In this week’s Comms Spotlight, Opeyemi Ewumi reflects on a career driven by curiosity about how stories move online. From her experience working on staple series like Skinny Girl in Transit, she shares how building for an audience over time deepens your understanding of what resonates and why creativity must be supported by strategy.
How did you get your start in communications?
I actually got into communications by accident.
My early career wasn’t mapped out for media or marketing. I started out in roles that required structure and support, but I was always drawn to content. I worked as a content writer and social media curator, ran a blog, and became deeply interested in how brands used digital platforms to tell stories. Even then, I believed social media wasn’t just for posting. It was a strategic storytelling tool.
When I joined NdaniTV in 2015, that instinct found direction. Being in a digital-first film environment made me curious about distribution in a more intentional way. How do you leverage social media to promote a film properly? How do you package moments so they travel? How do you turn clips into conversations?
I taught myself how to edit video snippets for digital platforms and began experimenting with how different formats performed. I paid attention to audience behaviour, what made people click, what made them stay, and what made them share. Over time, that curiosity evolved into discipline.
I began to understand communications not just as messaging, but as strategy: clarity, timing, audience insight, and intentional distribution.
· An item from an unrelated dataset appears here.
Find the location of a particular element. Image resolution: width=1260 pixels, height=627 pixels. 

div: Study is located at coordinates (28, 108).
That’s where I found my lane, at the intersection of storytelling and performance.
What does a typical day look like for you at NdaniTV as a Digital Marketing Manager and Producer?
No two days are the same, but most days sit at the intersection of numbers and narrative.
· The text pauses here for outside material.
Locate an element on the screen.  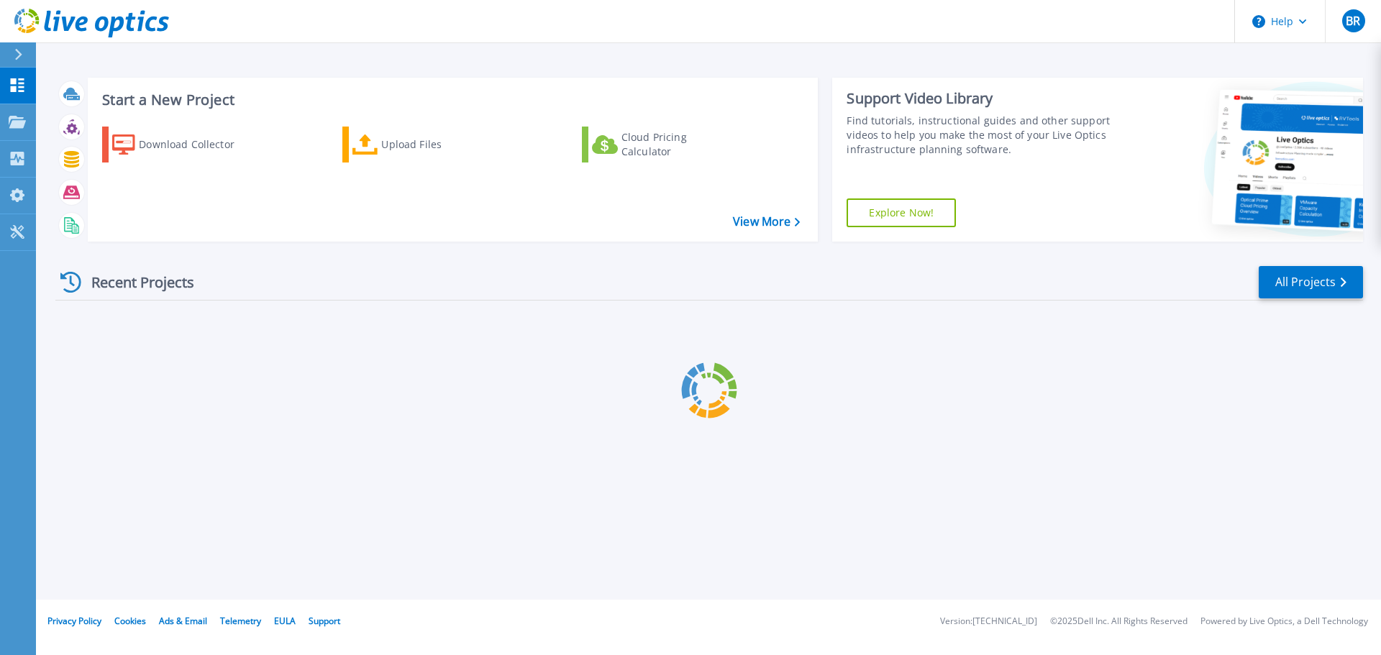
div: Upload Files is located at coordinates (439, 145).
I review performance metrics such as watch time, retention, click-through rates, and subscriber growth, asking what they are really telling us. I also align campaign direction with production timelines and refine thumbnails, titles, and social media strategy.
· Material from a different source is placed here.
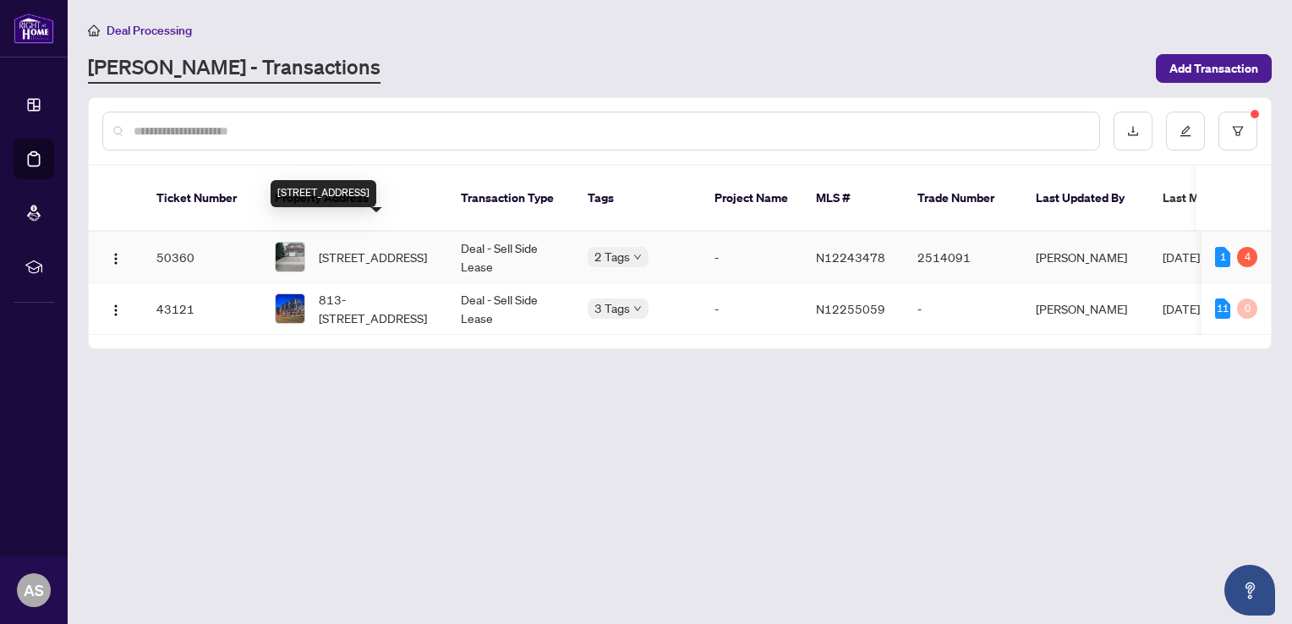 The image size is (1292, 624). Describe the element at coordinates (1247, 257) in the screenshot. I see `div: 4` at that location.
Because I also produce and market some content, I can’t afford to think in silos. I’m constantly asking:
- Is this emotionally compelling?
- Where should this sit, TikTok or YouTube?
- Will it hold the audience’s attention?
- Will it convert?
My job is to make sure creativity doesn’t float. It lands.

What has managing digital campaigns taught you about responsibility and results?
It has taught me that results are rarely accidental.
Digital strips away comfort. If something underperforms, you can’t simply let it go. You take a deeper look at it. Packaging, targeting, timing, audience fatigue, messaging clarity, everything is measurable.
I’ve learned that:
- Views alone mean very little.
- Retention means respect.
- Consistency is key.
Managing campaigns has made me more accountable and more precise. You don’t just hope content works. You build the conditions for it to.
In such a fast-moving digital space, how do you decide which ideas or trends are worth pursuing?
Trends are great, however, I prefer to approach them with the following questions in mind:
First: Does it align with our voice?
Second: Does it serve our audience?
Third: Does it build long-term affinity?
If it doesn’t strengthen community, watch time, or brand positioning, it’s probably a distraction.
Speed is important, but alignment is everything.

What is one project or moment that strengthened your confidence as a communications professional?
It has to be working on the marketing of Skinny Girl in Transit from inception. Being part of that journey, from early digital traction to sustained audience growth over multiple seasons, shaped me. I’ve seen what happens when strategy is consistent. I’ve seen how community grows over time. I’ve helped position, protect, and evolve that brand.
When you grow with a project like that, your confidence isn’t loud, it’s rooted. You understand audience behaviour because you’ve studied it. You understand longevity because you’ve built it.
What’s something about your job that gives you a deep sense of purpose?
I care about how our stories are seen. We’re operating in a crowded digital ecosystem, and visibility and instant success aren’t guaranteed. Being part of the process that ensures our stories don’t just exist but compete matters to me. Yes, I focus on performance. Yes, I’m analytical. But underneath all of that is a simple belief: our stories deserve scale.
Helping them reach the right audiences, in the right way, at the right time, that’s what makes it all worth it.